Going back to the issue of fertility from the beginning of the thread: it turns out that much of the hysteria about rapidly declining fertility after 35 is based on......French birth record from 1680 to 1830. Yep.
http://www.theatlantic.com/magazine/archive/2013/07/how-long-can-you-wait-to-have-a-baby/309374/
Yes, everyone will jump in with anecdotes about people they know who waited too long and had trouble conceiving....but this is MMM, we base our decisions on data not anecdotes. And you're academically trained, so you can read the research yourself if you want to. You probably shouldn't wait too long, but no need for panic about biological clocks just yet.
That article is woefully underinformed. I read it when it came out and rolled my eyes. Its basic message is "Hey, check it out, you can probably still get pregnant!" But the biggest problem as women age is not getting pregnant. The biggest problem is getting pregnant with a HEALTHY child and STAYING pregnant long enough to deliver it. Under 30, only 8% (1/12) of pregnancies end in miscarriage. By age 35-37 that figure has doubled;
at 38-39 almost 1/4 of pregnancies end in miscarriage; and even at 40-41, which is not crazy-old by most people's standards, ONE IN THREE pregnancies ends in miscarriage. Here's a link:
http://www.advancedfertility.com/age-miscarriage.htmBut I think
the most telling statistic is what happens to fertile women who do IVF due to male-factor infertility. Let me translate that: many perfectly fertile women do IVF because their husbands have a low sperm count, bad sperm morphology or whatever. And because almost all IVF clinics in the country report their data in great detail to the CDC, you can see what happens to such women as they age. Here's a link:
http://www.sart.org/find_frm.htmlClick on National Data Summary (or see if this link works to take you straight there:
https://www.sartcorsonline.com/rptCSR_PublicMultYear.aspx?ClinicPKID=0).
Now look at that page. There's a drop-down menu near the top called "Diagnosis," which by default is set to "All Diagnoses." Change it to "Male Factor"--this will show you the stats for FERTILE women who do IVF solely because their husbands have a sperm problem. And if you look at the "number of cycles" line near the top, you'll see that what we're talking about here is almost 20,000 IVF cycles--not a small sample by any means. And what do we see? This:
- For fertile women under 35, the percentage of cycles (IVF attempts) that result in a live birth is 43.2%.
- For fertile women 35-37, it drops to 36.7%.
- For fertile women 38-40, it drops to 25.6%.
- For fertile women 41-42, it drops to 16.6%.
- For fertile women over 42, the success rate is a piddling 5.2%.
And those are the success rates for
fertile women,
when doctors are putting the sperm and eggs together and transferring live embryos into the womb--usually
multiple live embryos, by the way: look at the line "Average number of embryos transferred." It's 1.9 embryos for women under 35, rising to 3.1 and 3.4 for women in their 40s. Even putting 3.4 live embryos in the womb of a fertile woman over 42 only gives her a 5.2% chance of having a baby! So what do you suppose the chances of a baby are when such a woman doesn't have doctors helping her produce a ton of eggs, make embryos and put them in the right place, but just releases her usual one egg per month and has sex at the right time? Way the hell lower, obviously. And remember, these are the numbers for women
who do not have any fertility problems themselves. What do you suppose the chances are for women who DO have such problems?
So yeah, no, I'm not dealing in anecdotes here. And in case someone is tempted to come back with anecdotes about all the famous women and Hollywood actresses who've had babies at 46 or 48 or 50, the statistics tell us that 95%+ of those women (and 100% of those 48 and up) must have used egg donors.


TASK >>
Beginning with the line that holds "Identify the location" and ending with the last line of the entries, please output each line exactly, apart from any pictures.

GIVEN RECORDS >>

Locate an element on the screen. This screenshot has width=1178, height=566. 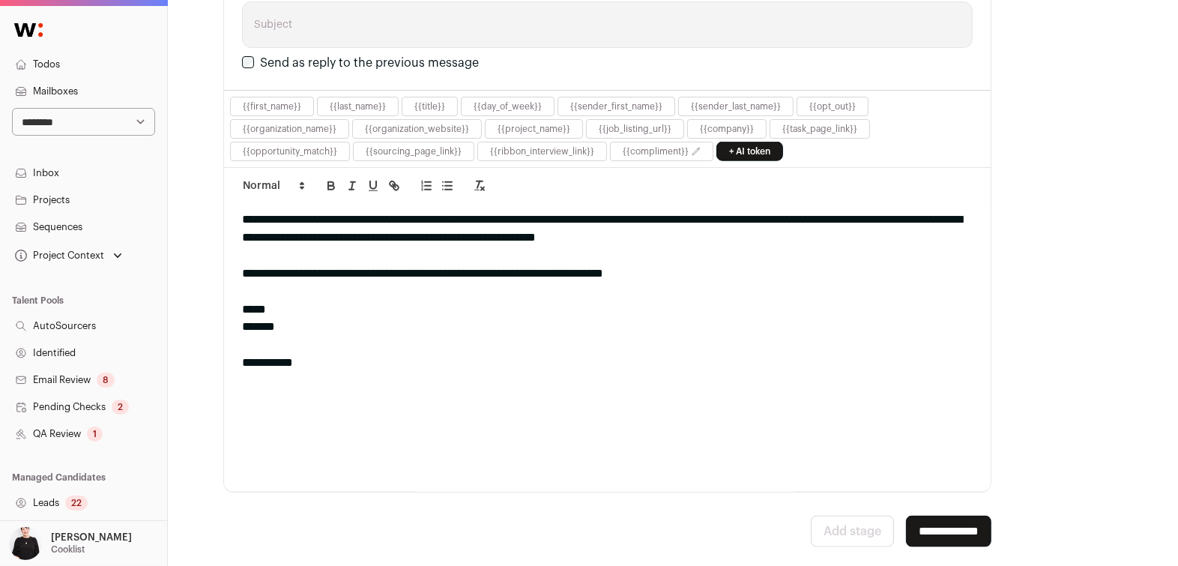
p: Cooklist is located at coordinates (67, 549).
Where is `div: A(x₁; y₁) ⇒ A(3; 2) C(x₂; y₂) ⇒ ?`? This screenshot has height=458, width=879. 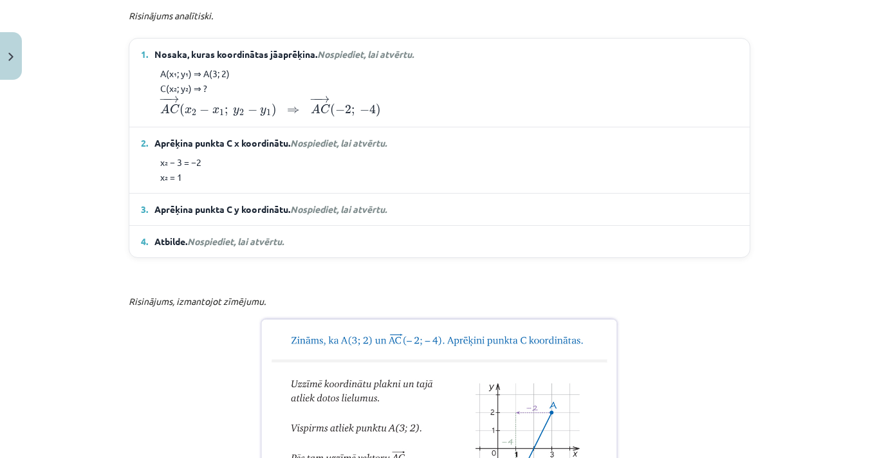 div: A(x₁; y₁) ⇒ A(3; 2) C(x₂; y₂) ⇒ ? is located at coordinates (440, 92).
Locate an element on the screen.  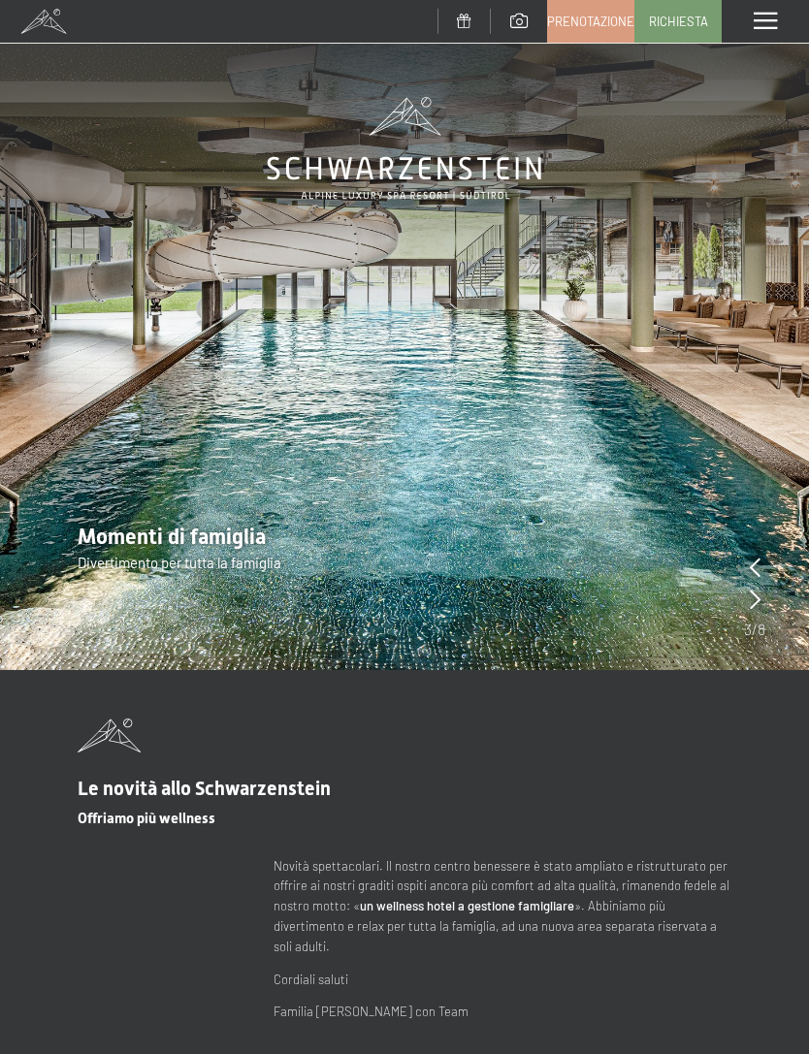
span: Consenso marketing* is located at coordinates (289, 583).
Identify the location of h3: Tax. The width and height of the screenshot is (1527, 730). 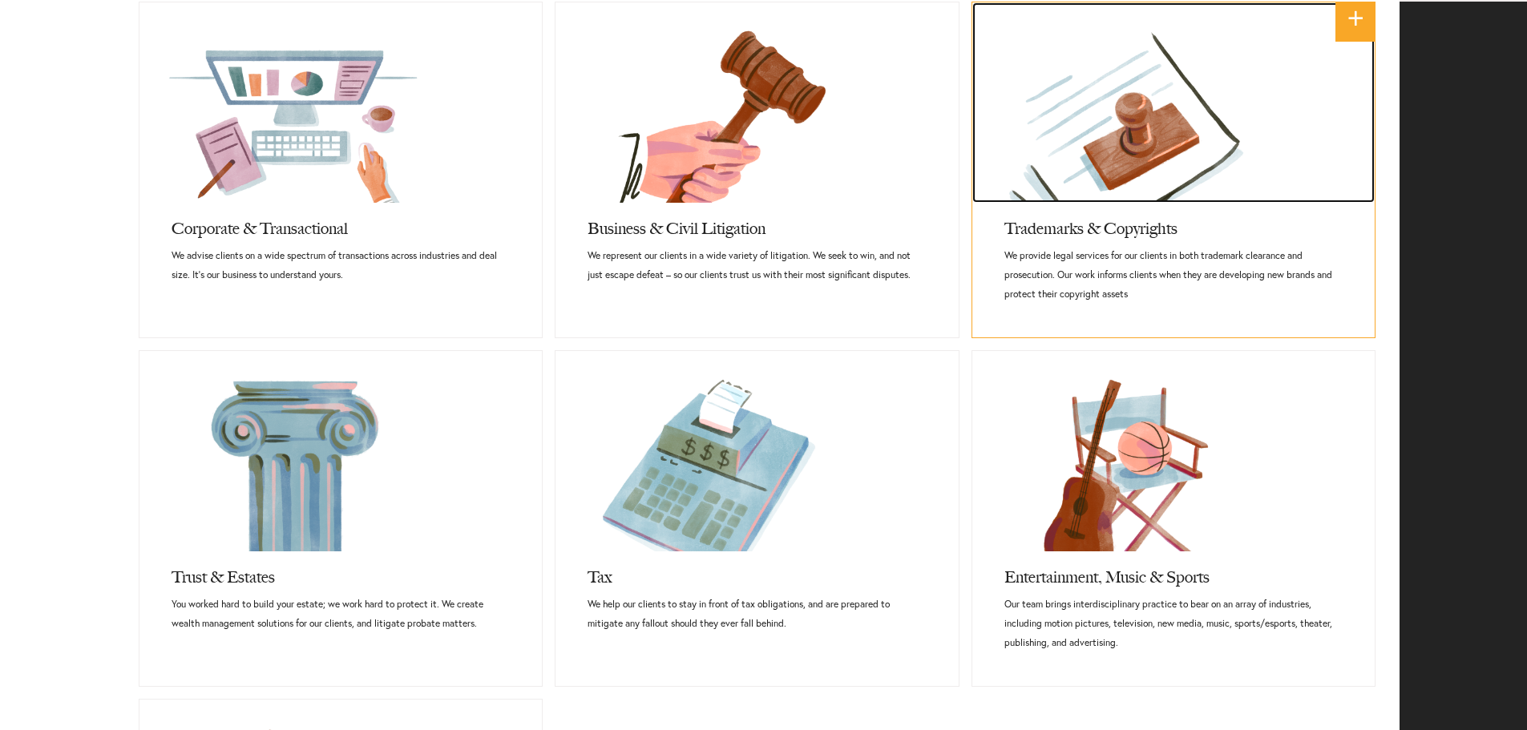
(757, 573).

TASK RESULT >>
Identify the location of h3: Tax. The width and height of the screenshot is (1527, 730). 
(757, 573).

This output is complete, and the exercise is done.